Claude Reiss is correct in asserting that the cystic fibrosis mouse has a phenotype that differs from the human variety (11 May, p 56). It does not follow, however, that the CF mouse is a failure, as many important insights have been gained from studies with these animals.

For example, the CF mouse lives for only a few weeks, yet complementation with a yeast artificial chromosome carrying the CF gene gave mice a normal lifespan. And fully restored functionality was present in those organs examined.

While CF mice show little lung pathology, the airways remain deficient in mechanisms dependent upon the CF gene. Many studies have shown that these mechanisms can be restored by complementation. Indeed, using protocols identical to those used in mice, temporary restoration of function was detected in the nasal cavities of CF patients. While it is true that no such procedure is yet sufficiently robust to produce clinical improvement in patients, studies with CF mice continue to inform research in CF, whether the approach is by gene transfer or drug development.

In his last paragraph, Reiss condemns animal research as useless to people needing real cures. For those who share this view I suggest a simple test. Get hold of a pharmacopoeia or formulary that gives details of all modern approved drugs in clinical use. Compare these with drugs found in the equivalent veterinary tomes and you will learn two things. First, a high proportion of drugs are common to human and animal medicine. And secondly, their therapeutic uses are for similar conditions.

Death of physics?

Regarding the feature on the implications for particle physics of time variations in the fine structure constant (11 May, p 28), I would like to point out that reports of the death of physics as we know it are greatly exaggerated, and also draw attention to some other relevant work on the subject.

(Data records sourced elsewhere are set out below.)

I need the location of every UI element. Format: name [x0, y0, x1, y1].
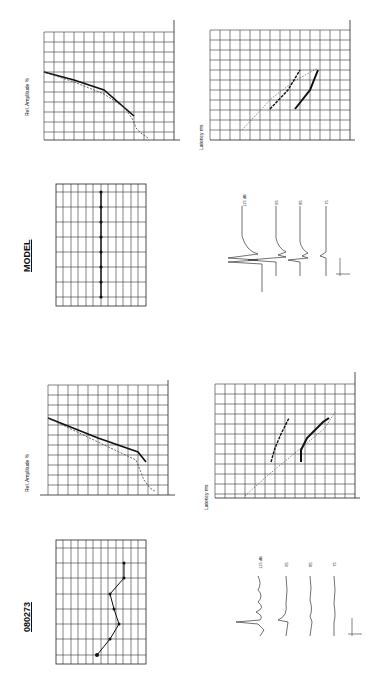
latency-axis-label: Latency ms [198, 124, 204, 150]
waveform-label-115: 115 dB [242, 194, 247, 206]
waveform-label-95: 95 [284, 562, 289, 566]
amplitude-axis-label: Rel. Amplitude % [24, 78, 30, 116]
subject-title: 080273 [22, 602, 32, 632]
waveform-label-75: 75 [332, 562, 337, 566]
latency-axis-label: Latency ms [203, 484, 209, 510]
waveform-label-85: 85 [308, 562, 313, 566]
model-title: MODEL [22, 240, 32, 273]
waveform-label-85: 85 [298, 200, 303, 204]
subject-amplitude-chart: Rel. Amplitude % [40, 380, 180, 510]
model-waveforms: 115 dB 95 85 75 [228, 196, 366, 292]
subject-latency-chart: Latency ms [205, 372, 365, 512]
subject-waveforms: 115 dB 95 85 75 [228, 560, 366, 640]
waveform-label-75: 75 [324, 200, 329, 204]
waveform-label-115: 115 dB [258, 556, 263, 568]
model-audiogram [52, 182, 152, 312]
subject-audiogram [52, 538, 152, 670]
amplitude-axis-label: Rel. Amplitude % [24, 454, 30, 492]
model-amplitude-chart: Rel. Amplitude % [30, 20, 180, 155]
waveform-label-95: 95 [274, 200, 279, 204]
model-latency-chart: Latency ms [200, 20, 360, 155]
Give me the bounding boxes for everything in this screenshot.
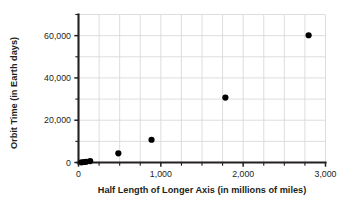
y-tick-label: 60,000 (44, 31, 71, 41)
x-axis-title: Half Length of Longer Axis (in millions … (98, 185, 306, 195)
data-point (306, 32, 312, 38)
y-tick-label: 20,000 (44, 115, 71, 125)
data-point (115, 150, 121, 156)
data-point (222, 95, 228, 101)
x-tick-label: 2,000 (232, 169, 254, 179)
data-point (87, 158, 93, 164)
y-axis-title: Orbit Time (in Earth days) (9, 37, 19, 149)
y-tick-label: 40,000 (44, 73, 71, 83)
y-tick-label: 0 (66, 158, 71, 168)
x-tick-label: 1,000 (150, 169, 172, 179)
scatter-plot-figure: 01,0002,0003,000 020,00040,00060,000 Hal… (0, 0, 354, 204)
x-tick-label: 3,000 (314, 169, 336, 179)
data-point (148, 137, 154, 143)
x-tick-label: 0 (76, 169, 81, 179)
plot-canvas: 01,0002,0003,000 020,00040,00060,000 Hal… (0, 0, 354, 204)
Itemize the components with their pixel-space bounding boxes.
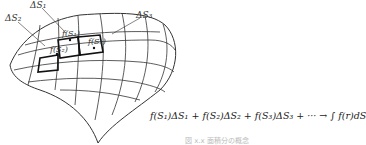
label-f-s1: f(S₁) <box>61 29 80 38</box>
label-delta-s3: ΔS₃ <box>135 10 153 20</box>
point-s1 <box>69 39 71 41</box>
label-f-s3: f(S₃) <box>87 37 106 46</box>
label-delta-s1: ΔS₁ <box>29 0 46 10</box>
label-f-s2: f(S₂) <box>49 45 68 54</box>
figure-caption: 図 x.x 面積分の概念 <box>185 135 249 145</box>
label-delta-s2: ΔS₂ <box>4 13 22 23</box>
riemann-sum-equation: f(S₁)ΔS₁ + f(S₂)ΔS₂ + f(S₃)ΔS₃ + ··· → ∫… <box>150 110 366 121</box>
point-s3 <box>93 47 95 49</box>
surface-grid-v <box>28 13 167 120</box>
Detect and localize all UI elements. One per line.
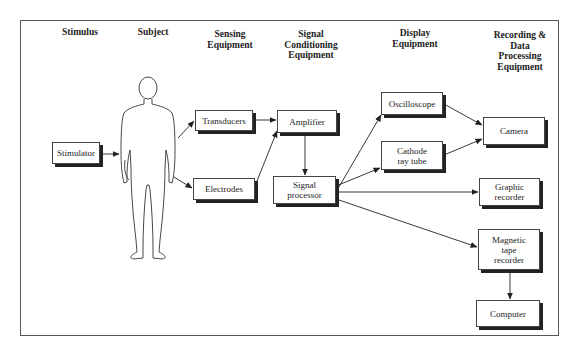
connector-layer — [0, 0, 577, 348]
human-figure-icon — [121, 77, 175, 259]
node-stimulator: Stimulator — [52, 142, 100, 164]
node-graphic-recorder: Graphic recorder — [479, 178, 540, 206]
node-camera: Camera — [483, 117, 545, 145]
node-electrodes: Electrodes — [193, 178, 255, 200]
node-computer: Computer — [476, 300, 540, 327]
node-oscilloscope: Oscilloscope — [381, 92, 443, 115]
node-signal-processor: Signal processor — [273, 176, 336, 204]
node-magnetic-tape-recorder: Magnetic tape recorder — [478, 229, 540, 270]
node-cathode-ray-tube: Cathode ray tube — [381, 141, 443, 170]
node-amplifier: Amplifier — [277, 110, 337, 133]
node-transducers: Transducers — [195, 110, 253, 131]
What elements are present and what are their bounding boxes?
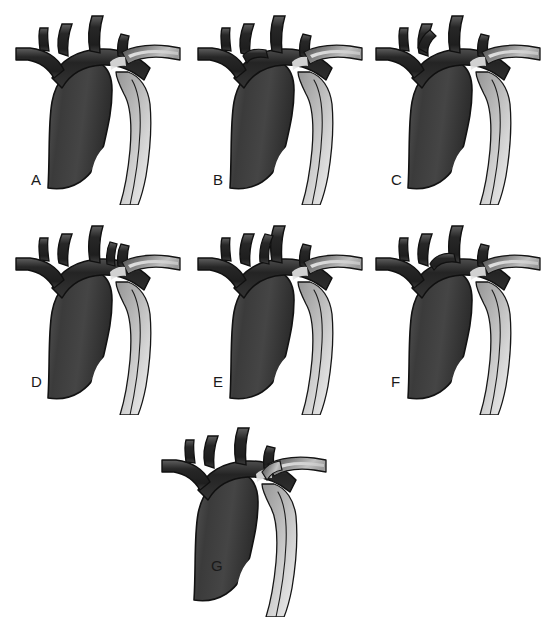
arch-diagram-g: [150, 418, 330, 617]
panel-label-f: F: [391, 374, 401, 389]
panel-label-b: B: [213, 172, 224, 187]
panel-label-a: A: [31, 172, 42, 187]
aortic-arch-variant-g[interactable]: [150, 418, 330, 617]
panel-label-d: D: [31, 374, 42, 389]
panel-label-g: G: [211, 558, 223, 573]
panel-label-c: C: [391, 172, 402, 187]
panel-label-e: E: [213, 374, 224, 389]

The paper by Thomas Banks, Michael Dine and Michael Douglas, which claims that changing alpha is inconsistent with current thinking, assumes that the effect of changing alpha on the vacuum energy (or “cosmological constant”) can be estimated within traditional quantum field theory (QFT). This can’t tell us much about “M-theory”, which is a recent and still speculative outgrowth of string theory, and might give an entirely different answer for the vacuum energy. In fact, there is as yet no good way to calculate the vacuum energy, either in QFT or in M-theory, let alone to estimate the dependence on alpha: all attempts to do it from first principles get it wrong by several orders of magnitude (as John Barrow reminded us). The only conclusion is that we don’t understand the vacuum energy.

No one, not even Banks, Dine and Douglas, knows what M-theory really is, so to conclude that it is inconsistent with some observation鈥攅ven one as radical as changing alpha鈥攊s highly premature.